Saturday, May 7, 2016

On the head of a pin

The Republican primaries are effectively over.  Donald Trump has won.  The Democratic ones continue, with Bernie Sanders hammering at the only Establishment figure left, Hillary Clinton.

2008 was the year Americans felt they had come together behind an historic candidate, Barak Obama.  Eight years later, they are angry, frustrated and more divided than ever since the Vietnam War.  So much so that they are betting on two outsiders who promise to bring the “corrupt” system down. 

Now what?  Reality is starting to dawn on Republican Party grandees that Donald Trump is not their candidate, rather that they are his supporting cast.  Who is the boss?  The question is being asked now and will be answered soon.

Republican mediators hope that Donald Trump will change his tone to unite the Party.  This is unlikely for several reasons.  Dumping a winning strategy has risks for Trump.  Besides, one of the most surprising sights of the primaries was to see prominent politicians taking little offense at being called corrupt, liars, weaklings or told to shut up on live tv.   

My view is that Donald Trump calculates that the Republican Party leaders lack courage and vision and that they will ultimately back him up in order to save their sinecures: better being tame courtiers than proud exiles.

A Trump president would likely go over the heads of Congress and the Senate to appeal directly to voters, make extensive use of executive decrees, and go for big targets: big infrastructure programs, NATO shake-up, big budget and spending battles.  He obviously believes that he would win most of these; he would enjoy the negotiating game;  but the US is not the NY real estate market, or even France, Germany or Russia:  Gamesmanship at the US level has far greater potential destabilizing effects.  Unpredictability may be a good negotiating tactic but it is not a strategy for the world leader[1].  Likewise, loading the US with debt – because if the economy rebounds it is easy to pay it off, and if it fails you just restructure – can’t be the best way to sell  hundreds of billions of US treasuries every year.

The Trump candidacy will have had some positive effects, such as exposing the dysfunctionality of the Republican Party, imbalances within NATO contributions and the not so hard nose negotiating abilities of the Obama administration.  But the negatives of a Trump presidency are difficult to fathom and potentially huge.

What about the Democrats?

Hillary Clinton is unloved and polarizing, but is the safe pair of hands among the last three remaining candidates.  Yet she has been pulled further to the left by Bernie Sanders than she wanted or expected (and her miseries are not over yet).  That Senator Elizabeth Warren is talked as a possible running mate makes that very clear.

She also has hanging over her head, as the Sword of Damocles, the inquiry into her use of a private server and the sharing of “classified” emails.  It is possible but unlikely that the Department of Justice pursue a criminal indictment against her; but if this decision were a close call, some disgruntled FBI or DOJ staff could leak embarrassing related documents; then, we would have a new ball game.

To succeed in the general elections, she would need to retain the support of Sanders’ voters while attracting independents and non-Trump Republicans: no small task.   

If she succeeds, and unlike the other two candidates, she is more likely to seek consensus because she won’t have a solid base of believers.  She would need a good communicator to help get her message through that, as Talleyrand once said, governing is the art of the possible. Would this be her Vice President, her Secretary of the Treasury or her Secretary of Labor?  I don’t know.  Would she succeed?  Way too soon to tell.  Besides, if she didn’t heed Sanders’ entreaties, over time his supporters could set up the Democratic equivalent of the Tea Party.

In summary, and as of today, this presidential election looks like the most frustrating in years.  The two most likely candidates are viewed more negatively than positively.  The two with the greatest fan bases are party outsiders who promise the moon and howl that the political parties whose banner their carry are rigging the primaries against them and their voters.  The cooler headed one enjoys stronger support from party officials than from party members.

Fasten your seat belt but don’t get off the plane!  

Because if you think this political season can't hold any more surprises, THINK AGAIN.




[1]   But it has been for North Korea.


(EXERCISE DETAILS):
Scan the lines below for the string "point" and copy every one that has it.

(Source data):
-.-.-

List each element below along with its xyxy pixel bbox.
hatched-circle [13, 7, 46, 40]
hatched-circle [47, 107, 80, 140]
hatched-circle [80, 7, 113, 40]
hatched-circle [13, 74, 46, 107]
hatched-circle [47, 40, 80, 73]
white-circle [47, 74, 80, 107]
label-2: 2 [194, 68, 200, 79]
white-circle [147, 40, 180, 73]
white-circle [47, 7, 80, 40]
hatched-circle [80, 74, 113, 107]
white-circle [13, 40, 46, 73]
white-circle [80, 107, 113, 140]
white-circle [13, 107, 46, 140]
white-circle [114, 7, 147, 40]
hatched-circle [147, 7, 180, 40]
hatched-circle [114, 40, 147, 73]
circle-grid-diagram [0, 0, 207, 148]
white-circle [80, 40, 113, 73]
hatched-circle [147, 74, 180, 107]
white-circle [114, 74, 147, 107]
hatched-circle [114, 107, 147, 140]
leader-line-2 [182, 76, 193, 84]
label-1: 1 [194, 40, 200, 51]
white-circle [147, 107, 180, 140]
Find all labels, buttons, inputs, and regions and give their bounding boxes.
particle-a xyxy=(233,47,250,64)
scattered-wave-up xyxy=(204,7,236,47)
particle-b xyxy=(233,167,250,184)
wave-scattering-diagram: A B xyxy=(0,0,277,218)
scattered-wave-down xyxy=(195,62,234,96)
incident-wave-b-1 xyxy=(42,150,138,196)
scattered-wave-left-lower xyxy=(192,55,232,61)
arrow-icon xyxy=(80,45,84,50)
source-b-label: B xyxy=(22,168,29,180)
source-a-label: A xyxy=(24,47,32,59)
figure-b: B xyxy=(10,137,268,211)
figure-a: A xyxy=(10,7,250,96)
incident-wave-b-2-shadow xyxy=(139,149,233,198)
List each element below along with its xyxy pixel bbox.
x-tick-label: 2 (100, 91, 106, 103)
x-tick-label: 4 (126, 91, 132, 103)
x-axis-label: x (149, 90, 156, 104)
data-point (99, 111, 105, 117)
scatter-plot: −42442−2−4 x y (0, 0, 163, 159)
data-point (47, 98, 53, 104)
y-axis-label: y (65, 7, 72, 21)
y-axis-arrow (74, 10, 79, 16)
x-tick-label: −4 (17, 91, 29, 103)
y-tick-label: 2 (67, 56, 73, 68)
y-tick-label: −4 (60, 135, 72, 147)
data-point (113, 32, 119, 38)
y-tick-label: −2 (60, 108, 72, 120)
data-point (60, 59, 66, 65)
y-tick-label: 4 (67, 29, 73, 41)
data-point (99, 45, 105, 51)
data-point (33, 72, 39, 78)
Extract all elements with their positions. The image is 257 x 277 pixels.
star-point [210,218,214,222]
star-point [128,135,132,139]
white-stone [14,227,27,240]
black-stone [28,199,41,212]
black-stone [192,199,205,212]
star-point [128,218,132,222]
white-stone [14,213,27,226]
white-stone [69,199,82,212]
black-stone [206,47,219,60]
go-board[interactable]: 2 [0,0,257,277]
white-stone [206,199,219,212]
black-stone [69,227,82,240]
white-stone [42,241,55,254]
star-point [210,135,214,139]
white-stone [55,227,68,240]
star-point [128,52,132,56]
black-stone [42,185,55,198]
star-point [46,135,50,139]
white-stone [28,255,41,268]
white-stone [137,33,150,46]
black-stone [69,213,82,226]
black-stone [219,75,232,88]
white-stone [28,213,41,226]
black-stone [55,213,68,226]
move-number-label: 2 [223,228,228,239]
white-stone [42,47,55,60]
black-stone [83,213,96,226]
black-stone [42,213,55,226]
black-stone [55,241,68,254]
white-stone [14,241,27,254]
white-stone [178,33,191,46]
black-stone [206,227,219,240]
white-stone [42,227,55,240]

-.-.-

(ANSWER SPACE):
data-point (99, 111, 105, 117)
data-point (47, 98, 53, 104)
data-point (113, 32, 119, 38)
data-point (60, 59, 66, 65)
data-point (99, 45, 105, 51)
data-point (33, 72, 39, 78)
star-point [210,218,214,222]
star-point [128,135,132,139]
star-point [128,218,132,222]
star-point [210,135,214,139]
star-point [128,52,132,56]
star-point [46,135,50,139]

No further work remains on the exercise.